Ahmad Raza Bilal, Tehreem Fatima and Muhammad Kashif Imran

The purpose of this paper is to explore how the exclusionary work environment characterized by ostracism impacts full-time faculty experiences and responses in higher educational…

Abstract

Purpose

The purpose of this paper is to explore how the exclusionary work environment characterized by ostracism impacts full-time faculty experiences and responses in higher educational institutions working in eastern and collectivist culture of Pakistan.

Design/methodology/approach

Using a qualitative phenomenological approach, the data were gathered form 25 ostracized full-time faculty working in the public and private universities in Lahore, Pakistan via in-depth semi-structured interviews. The interviews are subsequently recorded, transcribed and analyzed by thematic analysis using NVivo 11 Plus software.

Findings

Prosocial work outcomes coupled with high intensity of negative psychological impacts were traced based on the re-inclusion expectations, long-term relational contract, the socially interdependent, collaborative and collectivist culture of academic settings. However, the faculty indicated, in case of chronic exposure to ostracism they will engage in negative outcomes such as withdrawal, decrease in performance and resignation.
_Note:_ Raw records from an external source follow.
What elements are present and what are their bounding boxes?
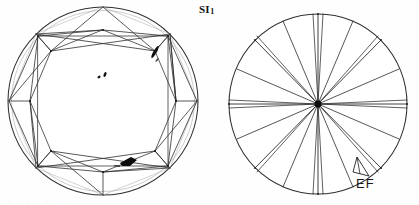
clarity-plot-root: SI1 EF . . . . . . .	[0, 0, 419, 205]
pavilion-view-group	[228, 13, 408, 195]
clarity-grade-label: SI1	[199, 3, 214, 15]
crown-view-group	[8, 7, 198, 195]
pavilion-culet	[315, 101, 322, 108]
crown-girdle-outline	[8, 7, 198, 195]
clarity-grade-text: SI	[199, 3, 210, 15]
extra-facet-label: EF	[356, 176, 375, 191]
footer-text-fragment: . . . . . . .	[8, 196, 70, 204]
clarity-grade-subscript: 1	[210, 7, 214, 16]
diamond-plot-canvas	[0, 0, 419, 205]
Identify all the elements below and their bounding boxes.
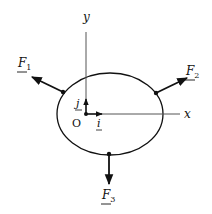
y-axis-label: y bbox=[82, 10, 90, 24]
free-body-diagram: y x O j i F1 F2 F3 bbox=[0, 0, 212, 214]
force-f2-label: F2 bbox=[185, 64, 199, 80]
origin-point bbox=[84, 112, 88, 116]
force-f1-label: F1 bbox=[17, 56, 31, 72]
unit-vector-i-label: i bbox=[97, 117, 101, 130]
origin-label: O bbox=[72, 117, 81, 130]
unit-vector-j-label: j bbox=[73, 97, 80, 110]
x-axis-label: x bbox=[184, 107, 191, 121]
force-f2-arrow bbox=[156, 78, 187, 93]
force-f3-label: F3 bbox=[101, 188, 115, 204]
force-f1-arrow bbox=[32, 77, 63, 92]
Research limitations/implications

The results of this study can be used by the university administration to develop an inclusive and non-discriminatory culture. This can be done by devising policies for information sharing, better formal and informal relationships in full-time teaching faculty along with grievance mechanism to minimize the occurrence of workplace ostracism.

Originality/value

The study promotes the understating of exclusionary work environments in academic settings. It has shown that the full-time faculty from all levels, specifically lecturers, experience workplace ostracism. This study has highlighted the specific contextual factors and temporal trends that shape the unique nature and responses (i.e. more social exclusion, prosocial responses and higher psychological distress) to ostracism in scantly researched academic settings in Pakistan.

Details

Journal of Applied Research in Higher Education, vol. 12 no. 5
Type: Research Article
ISSN: 2050-7003

Keywords

Book part
Publication date: 2 June 2015

Kristin L. Scott and Michelle K. Duffy

We explore the antecedents of workplace ostracism and delineate possible organizational interventions to deter ostracism. Under the lens of evolutionary psychology we argue that…

Abstract

We explore the antecedents of workplace ostracism and delineate possible organizational interventions to deter ostracism. Under the lens of evolutionary psychology we argue that individuals deemed capable of contributing to social and organizational goals become valued group members while those who threaten group stability and viability risk being shunned or ostracized. Specifically, we review empirical evidence and present the results of a pilot study suggesting that those who are perceived to violate injunctive and descriptive norms, as well as threaten one’s self-concept are at increased risk for ostracism. In terms of intervention, we propose mindfulness techniques and organizational support as a route to deter employees’ inclinations to ostracize coworkers. Thus, a primary goal of this chapter is to explicate a framework for identifying the predictors and deterrents of workplace ostracism in order to generate additional research on this important topic.